NPR:
In fact, the chair of the Council of Inspectors General actually reached out to the contacts at DOGE to try to engage with them and talk about what we do, because, if you're interested in waste, fraud and abuse, that's what our offices go after, right, and have gone after for years. And so he never heard back.Now, why would that be?
Here’s a neat trick for saving taxpayers billions of dollars: billions of dollars: just make stuff up!
I mean, sure, you could do all the hard work of actually finding government waste and fixing inefficient processes. But why bother when you can just… invent numbers? (This is not financial advice.)
The innovator of this approach — and I really should give credit where credit is due — is DOGE, the government agency that is totally, absolutely, definitely not run by Elon Musk (wink wink).
After there were complaints about the near total lack of transparency from the DOGE brats, Musk insisted that the website was super transparent, except at the time the website was empty. It has since been updated with what they claim are receipts, but if these are receipts, they’re complete nonsense. The topline claim is that DOGE has saved taxpayers $55 billion.The correct answer is: TRANSPARENCY!
Let’s look at their crown jewel: an $8 billion contract that DOGE proudly claims to have canceled. Except… it wasn’t an $8 BILLION contract. It was an $8 MILLION contract.
That’s quite a difference! (About $7.992 billion, if you’re counting.)
Now, to be slightly fair to the DOGErati — and I do try to be fair — there was indeed an incorrect document floating around that listed the contract as $8 billion. That document was corrected weeks ago, because, you know, reality. The actual payments were set at $8 million total over multiple years, with $2.5 million already paid out. So even if we’re being incredibly generous, the maximum possible savings here would be $5.5 million.
That’s 0.069% of what they claimed (a number that I’m sure would still get a snicker out of Musk).
But why let reality get in the way of a good story?
When reporters called this out, the DOGE team made a fascinating choice. Instead of fixing their error, they actually removed the correct document from their website and replaced it with the old, incorrect one. They are now deliberately posting false information to support the narrative.So they didn’t really alter government documents. That just made up documents to suit their story, and called that a “government document”! Transparency! Hey, presto!
DOGE also claims it has saved $55 billion, when its receipts only add up to $16 billion. And some of that includes taking credit for closing offices of the National Archives.
Those closings were announced on August 1, 2024.
But even that’s not the best part. That same article notes that many of the contracts DOGE claims to have “cancelled and saved” were contracts that had already been fully paid out. This is like claiming you saved money on last year’s rent by deciding not to pay it today. The money’s already gone! But DOGE adds these amounts to their total anyway, because apparently that’s how math works now.
The cherry on top of this mathematical fantasy sundae? The Liar-in-Chief of DOGE, Elon Musk, has already amplified someone’s made-up claim that DOGE had saved $110 billion — a number that somehow manages to double their own already massively inflated figures.But Elmo is a genius businessman, and genius businessmen never lie!!! (“Businessperson” is way too DEI.)
And it can’t be repeated too often now:
It’s worth noting that the US government already has established, professional watchdogs with actual expertise in tracking down waste, fraud, and abuse: the Inspectors General (whom Trump illegally removed upon taking office) and the Government Accountability Office. These are people who know how to follow the money, understand federal contracting rules, and can tell the difference between waste and, you know, normal government operations. (A distinction that seems to elude the DOGE crew.)
DOGE seems determined to ignore these existing competent oversight bodies, perhaps because their methodical, fact-based approach doesn’t generate enough social media buzz with which to fluff Musk’s ego."Move fast and break things."
This is Government Finance 101, but apparently DOGE skipped that class to instead share dank memes in Telegram chat groups. If you cancel a contract that helps collect taxes more efficiently, you haven’t “saved” the contract cost — you’ve just made tax collection less efficient. If you eliminate training that helps prevent costly mistakes, you haven’t “saved” the training budget — you’ve just guaranteed more costly mistakes.And never look back; something might be gaining on you.
At last week’s White House briefing, Musk claimed DOGE would welcome corrections when they make mistakes. Yet when confronted with actual errors — like that pesky $8 billion vs. $8 million difference — their response wasn’t to fix the mistake, but to deliberately showcase the incorrect information. It’s a perfect encapsulation of everything wrong with this approach: rather than leveraging actual expertise to address real government waste, DOGE is manufacturing outrage through mathematical sleight-of-hand. The real fraud isn’t in the government contracts they’re “investigating” — it’s in their own reporting.Something called “reality.”
I mean, lay off enough people, and the economy starts to show it (not to mention government services, which are what everyone misses in a government shutdown, when we are assured no one will miss the government). Whither the magic of government savings then?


◆ **How to complete this task**: Wherever "year" occurs in the entries, copy the line that holds it.

--------------------

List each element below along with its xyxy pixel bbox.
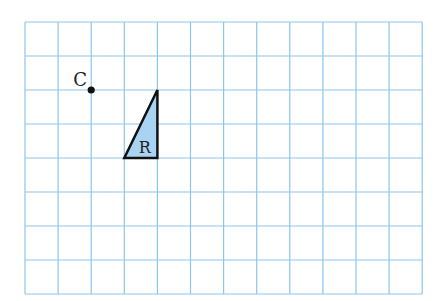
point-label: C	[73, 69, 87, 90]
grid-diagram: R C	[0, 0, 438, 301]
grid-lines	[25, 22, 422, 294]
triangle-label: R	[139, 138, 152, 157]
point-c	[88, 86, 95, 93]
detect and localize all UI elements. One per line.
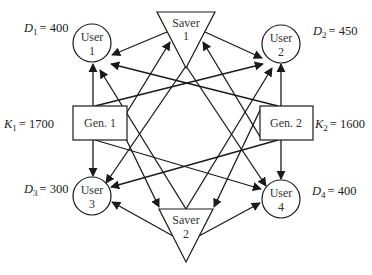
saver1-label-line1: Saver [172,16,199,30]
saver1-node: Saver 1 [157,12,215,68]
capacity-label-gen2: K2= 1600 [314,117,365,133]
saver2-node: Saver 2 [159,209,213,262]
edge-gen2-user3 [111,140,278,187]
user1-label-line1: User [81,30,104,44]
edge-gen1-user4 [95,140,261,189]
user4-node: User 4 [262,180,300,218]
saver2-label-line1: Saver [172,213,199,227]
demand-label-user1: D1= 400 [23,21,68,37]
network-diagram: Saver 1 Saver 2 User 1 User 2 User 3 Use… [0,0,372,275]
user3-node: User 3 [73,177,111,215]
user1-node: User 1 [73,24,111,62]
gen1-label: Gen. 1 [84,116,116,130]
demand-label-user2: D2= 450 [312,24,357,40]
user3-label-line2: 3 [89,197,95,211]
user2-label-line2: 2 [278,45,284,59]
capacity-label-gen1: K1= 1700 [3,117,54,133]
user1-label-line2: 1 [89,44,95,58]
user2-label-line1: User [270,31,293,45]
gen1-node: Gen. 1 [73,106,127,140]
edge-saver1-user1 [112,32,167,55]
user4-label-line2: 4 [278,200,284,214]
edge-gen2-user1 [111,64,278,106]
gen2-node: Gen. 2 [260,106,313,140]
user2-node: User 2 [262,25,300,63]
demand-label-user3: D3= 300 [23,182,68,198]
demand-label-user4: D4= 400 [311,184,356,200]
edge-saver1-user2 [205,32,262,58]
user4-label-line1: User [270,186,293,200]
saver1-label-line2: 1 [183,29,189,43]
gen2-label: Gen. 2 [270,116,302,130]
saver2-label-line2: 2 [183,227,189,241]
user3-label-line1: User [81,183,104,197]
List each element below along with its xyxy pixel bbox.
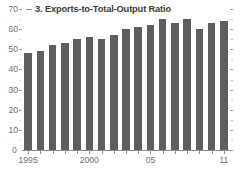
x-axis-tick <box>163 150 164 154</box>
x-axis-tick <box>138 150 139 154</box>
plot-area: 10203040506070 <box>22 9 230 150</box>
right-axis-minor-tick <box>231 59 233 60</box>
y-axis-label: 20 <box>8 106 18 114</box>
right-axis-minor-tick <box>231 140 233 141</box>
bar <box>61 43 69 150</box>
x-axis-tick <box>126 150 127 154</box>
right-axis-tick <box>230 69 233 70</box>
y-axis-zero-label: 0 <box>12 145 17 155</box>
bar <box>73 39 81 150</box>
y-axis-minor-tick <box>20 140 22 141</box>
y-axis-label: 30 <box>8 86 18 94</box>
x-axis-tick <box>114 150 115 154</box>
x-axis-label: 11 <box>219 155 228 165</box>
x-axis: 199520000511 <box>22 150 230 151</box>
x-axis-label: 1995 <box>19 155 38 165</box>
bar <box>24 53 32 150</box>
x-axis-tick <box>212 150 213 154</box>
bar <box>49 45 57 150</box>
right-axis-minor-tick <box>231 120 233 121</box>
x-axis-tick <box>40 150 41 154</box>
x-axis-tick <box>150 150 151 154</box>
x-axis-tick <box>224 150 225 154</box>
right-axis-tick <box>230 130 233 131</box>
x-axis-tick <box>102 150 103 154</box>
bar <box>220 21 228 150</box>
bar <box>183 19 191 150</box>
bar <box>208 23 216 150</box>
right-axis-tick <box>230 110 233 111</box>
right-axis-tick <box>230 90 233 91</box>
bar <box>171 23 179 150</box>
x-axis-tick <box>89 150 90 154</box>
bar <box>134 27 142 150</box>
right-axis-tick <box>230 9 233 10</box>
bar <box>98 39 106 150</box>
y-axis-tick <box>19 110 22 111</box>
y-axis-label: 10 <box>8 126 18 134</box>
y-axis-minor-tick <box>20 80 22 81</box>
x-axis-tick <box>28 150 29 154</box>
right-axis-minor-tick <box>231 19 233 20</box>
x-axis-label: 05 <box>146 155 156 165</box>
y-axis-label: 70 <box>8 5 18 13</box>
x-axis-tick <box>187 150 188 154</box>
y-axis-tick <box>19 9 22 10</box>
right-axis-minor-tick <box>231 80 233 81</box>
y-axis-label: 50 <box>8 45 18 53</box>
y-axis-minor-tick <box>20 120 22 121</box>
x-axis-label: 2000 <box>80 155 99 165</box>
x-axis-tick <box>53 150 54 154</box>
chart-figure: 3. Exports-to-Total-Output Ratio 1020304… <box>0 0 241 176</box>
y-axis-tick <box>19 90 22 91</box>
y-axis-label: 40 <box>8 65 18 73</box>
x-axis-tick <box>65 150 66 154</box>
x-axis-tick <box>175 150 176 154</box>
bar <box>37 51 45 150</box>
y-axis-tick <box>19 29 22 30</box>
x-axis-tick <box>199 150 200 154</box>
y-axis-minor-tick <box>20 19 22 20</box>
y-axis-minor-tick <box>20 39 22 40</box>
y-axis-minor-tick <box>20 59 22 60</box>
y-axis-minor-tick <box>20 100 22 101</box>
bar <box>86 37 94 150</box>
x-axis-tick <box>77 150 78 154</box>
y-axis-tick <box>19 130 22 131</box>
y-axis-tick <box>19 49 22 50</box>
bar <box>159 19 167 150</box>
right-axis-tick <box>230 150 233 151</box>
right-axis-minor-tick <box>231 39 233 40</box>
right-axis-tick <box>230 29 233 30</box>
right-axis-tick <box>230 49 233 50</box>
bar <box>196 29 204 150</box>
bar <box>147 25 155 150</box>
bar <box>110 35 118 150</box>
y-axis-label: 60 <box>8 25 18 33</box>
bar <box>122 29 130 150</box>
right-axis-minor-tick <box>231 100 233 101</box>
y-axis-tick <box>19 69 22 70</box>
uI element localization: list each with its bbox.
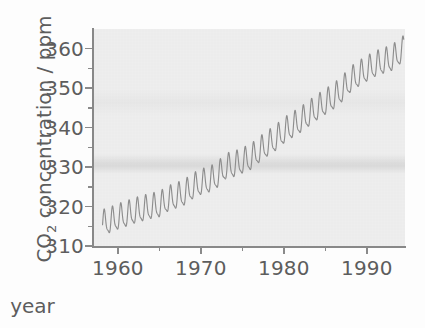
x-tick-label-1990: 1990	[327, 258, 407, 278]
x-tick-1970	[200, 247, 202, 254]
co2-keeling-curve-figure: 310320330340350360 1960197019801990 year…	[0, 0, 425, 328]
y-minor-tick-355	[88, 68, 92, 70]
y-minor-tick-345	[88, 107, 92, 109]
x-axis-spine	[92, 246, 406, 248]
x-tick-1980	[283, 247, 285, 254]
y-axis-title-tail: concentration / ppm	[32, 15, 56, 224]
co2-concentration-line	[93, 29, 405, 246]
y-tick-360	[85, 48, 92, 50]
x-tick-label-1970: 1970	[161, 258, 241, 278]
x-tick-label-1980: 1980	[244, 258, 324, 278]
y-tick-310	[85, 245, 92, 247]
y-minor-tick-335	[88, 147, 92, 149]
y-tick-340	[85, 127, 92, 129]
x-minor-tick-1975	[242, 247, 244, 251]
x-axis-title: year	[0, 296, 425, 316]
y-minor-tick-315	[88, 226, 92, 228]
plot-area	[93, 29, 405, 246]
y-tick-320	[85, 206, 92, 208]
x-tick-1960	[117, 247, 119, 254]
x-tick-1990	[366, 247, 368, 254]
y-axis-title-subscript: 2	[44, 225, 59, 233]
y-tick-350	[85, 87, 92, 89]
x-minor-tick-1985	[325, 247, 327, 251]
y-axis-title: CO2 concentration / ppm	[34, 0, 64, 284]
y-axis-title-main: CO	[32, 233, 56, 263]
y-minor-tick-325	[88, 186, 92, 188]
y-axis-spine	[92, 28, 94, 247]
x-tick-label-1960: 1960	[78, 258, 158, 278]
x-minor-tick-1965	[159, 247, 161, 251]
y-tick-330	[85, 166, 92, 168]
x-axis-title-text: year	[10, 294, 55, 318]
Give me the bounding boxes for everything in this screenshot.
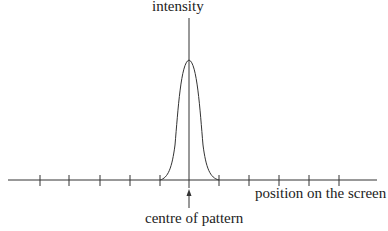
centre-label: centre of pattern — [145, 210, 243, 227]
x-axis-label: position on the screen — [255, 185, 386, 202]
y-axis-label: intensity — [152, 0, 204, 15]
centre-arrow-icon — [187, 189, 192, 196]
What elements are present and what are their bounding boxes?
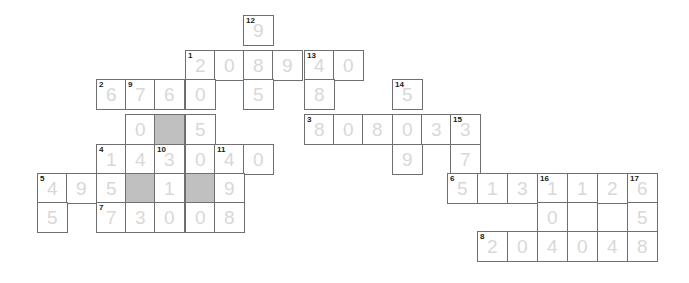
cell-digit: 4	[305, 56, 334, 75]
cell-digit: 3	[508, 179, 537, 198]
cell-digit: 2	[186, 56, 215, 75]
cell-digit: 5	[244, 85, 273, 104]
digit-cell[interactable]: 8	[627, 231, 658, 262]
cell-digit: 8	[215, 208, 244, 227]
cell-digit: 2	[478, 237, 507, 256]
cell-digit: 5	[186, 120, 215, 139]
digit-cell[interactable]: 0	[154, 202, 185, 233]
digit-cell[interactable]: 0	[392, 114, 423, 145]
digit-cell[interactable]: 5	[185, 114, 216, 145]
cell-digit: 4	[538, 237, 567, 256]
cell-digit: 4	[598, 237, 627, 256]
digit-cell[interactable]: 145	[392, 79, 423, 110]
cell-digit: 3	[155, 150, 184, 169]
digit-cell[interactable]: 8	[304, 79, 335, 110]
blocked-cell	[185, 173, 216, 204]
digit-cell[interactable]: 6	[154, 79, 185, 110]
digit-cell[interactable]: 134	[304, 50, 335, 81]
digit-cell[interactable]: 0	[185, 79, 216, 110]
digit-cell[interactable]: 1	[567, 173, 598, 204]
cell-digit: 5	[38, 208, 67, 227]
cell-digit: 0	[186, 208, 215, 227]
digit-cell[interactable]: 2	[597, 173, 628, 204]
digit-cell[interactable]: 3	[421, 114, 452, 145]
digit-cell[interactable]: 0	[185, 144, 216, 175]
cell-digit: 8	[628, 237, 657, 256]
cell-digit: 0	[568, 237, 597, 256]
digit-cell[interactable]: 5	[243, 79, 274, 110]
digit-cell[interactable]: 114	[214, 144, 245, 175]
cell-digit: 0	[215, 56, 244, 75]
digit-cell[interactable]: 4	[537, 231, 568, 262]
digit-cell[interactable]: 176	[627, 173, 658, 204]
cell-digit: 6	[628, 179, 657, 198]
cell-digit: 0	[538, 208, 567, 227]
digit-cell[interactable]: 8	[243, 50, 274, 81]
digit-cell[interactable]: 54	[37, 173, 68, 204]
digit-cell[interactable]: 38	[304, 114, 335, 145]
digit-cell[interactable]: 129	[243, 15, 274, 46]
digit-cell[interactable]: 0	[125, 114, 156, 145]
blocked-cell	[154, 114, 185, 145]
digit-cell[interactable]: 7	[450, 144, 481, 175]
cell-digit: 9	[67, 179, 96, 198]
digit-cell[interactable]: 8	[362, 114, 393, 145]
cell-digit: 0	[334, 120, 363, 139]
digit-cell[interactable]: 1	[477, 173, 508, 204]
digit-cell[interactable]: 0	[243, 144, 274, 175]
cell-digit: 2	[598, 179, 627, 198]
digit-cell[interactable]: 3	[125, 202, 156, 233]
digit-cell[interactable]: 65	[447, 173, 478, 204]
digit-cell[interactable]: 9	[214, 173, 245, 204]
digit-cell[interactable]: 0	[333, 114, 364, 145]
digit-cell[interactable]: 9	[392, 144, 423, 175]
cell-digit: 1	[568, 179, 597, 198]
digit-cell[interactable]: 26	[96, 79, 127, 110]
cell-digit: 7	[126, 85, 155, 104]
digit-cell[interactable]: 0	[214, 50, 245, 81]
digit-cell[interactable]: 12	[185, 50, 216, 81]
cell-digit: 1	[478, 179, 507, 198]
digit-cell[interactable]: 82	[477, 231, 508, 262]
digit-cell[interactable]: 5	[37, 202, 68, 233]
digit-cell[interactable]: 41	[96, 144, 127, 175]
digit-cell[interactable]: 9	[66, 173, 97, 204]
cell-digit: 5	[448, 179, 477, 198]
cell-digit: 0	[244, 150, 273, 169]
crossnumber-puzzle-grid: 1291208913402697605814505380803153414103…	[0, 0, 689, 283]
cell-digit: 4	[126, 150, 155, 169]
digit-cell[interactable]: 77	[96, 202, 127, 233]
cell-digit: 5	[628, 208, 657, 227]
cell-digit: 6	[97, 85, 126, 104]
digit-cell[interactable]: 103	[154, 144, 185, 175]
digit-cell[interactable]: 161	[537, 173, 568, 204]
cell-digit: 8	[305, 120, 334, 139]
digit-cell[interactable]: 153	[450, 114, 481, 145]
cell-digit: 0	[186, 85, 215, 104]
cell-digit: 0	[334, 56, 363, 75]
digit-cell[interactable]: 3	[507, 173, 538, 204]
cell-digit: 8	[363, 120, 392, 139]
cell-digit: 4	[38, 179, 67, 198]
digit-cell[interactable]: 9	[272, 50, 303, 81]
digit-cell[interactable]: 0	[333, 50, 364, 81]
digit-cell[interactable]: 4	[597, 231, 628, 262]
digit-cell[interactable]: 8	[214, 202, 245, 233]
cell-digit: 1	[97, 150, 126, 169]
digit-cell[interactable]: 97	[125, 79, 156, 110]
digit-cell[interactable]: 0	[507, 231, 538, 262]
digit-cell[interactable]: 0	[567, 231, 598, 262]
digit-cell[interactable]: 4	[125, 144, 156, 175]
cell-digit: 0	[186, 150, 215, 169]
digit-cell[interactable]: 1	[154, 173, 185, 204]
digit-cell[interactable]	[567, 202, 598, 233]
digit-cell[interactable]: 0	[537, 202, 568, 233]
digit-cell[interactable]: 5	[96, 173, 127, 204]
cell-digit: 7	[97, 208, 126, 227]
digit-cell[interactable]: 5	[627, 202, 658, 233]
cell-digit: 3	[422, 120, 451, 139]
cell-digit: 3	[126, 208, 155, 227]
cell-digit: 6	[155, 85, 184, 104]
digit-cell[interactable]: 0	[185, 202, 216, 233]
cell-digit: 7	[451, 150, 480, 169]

--------------------

◆ **Expected answer**:
co2-keeling-curve-figure: 310320330340350360 1960197019801990 year…	[0, 0, 425, 328]
x-axis-title: year	[0, 296, 425, 316]
x-axis-title-text: year	[10, 294, 55, 318]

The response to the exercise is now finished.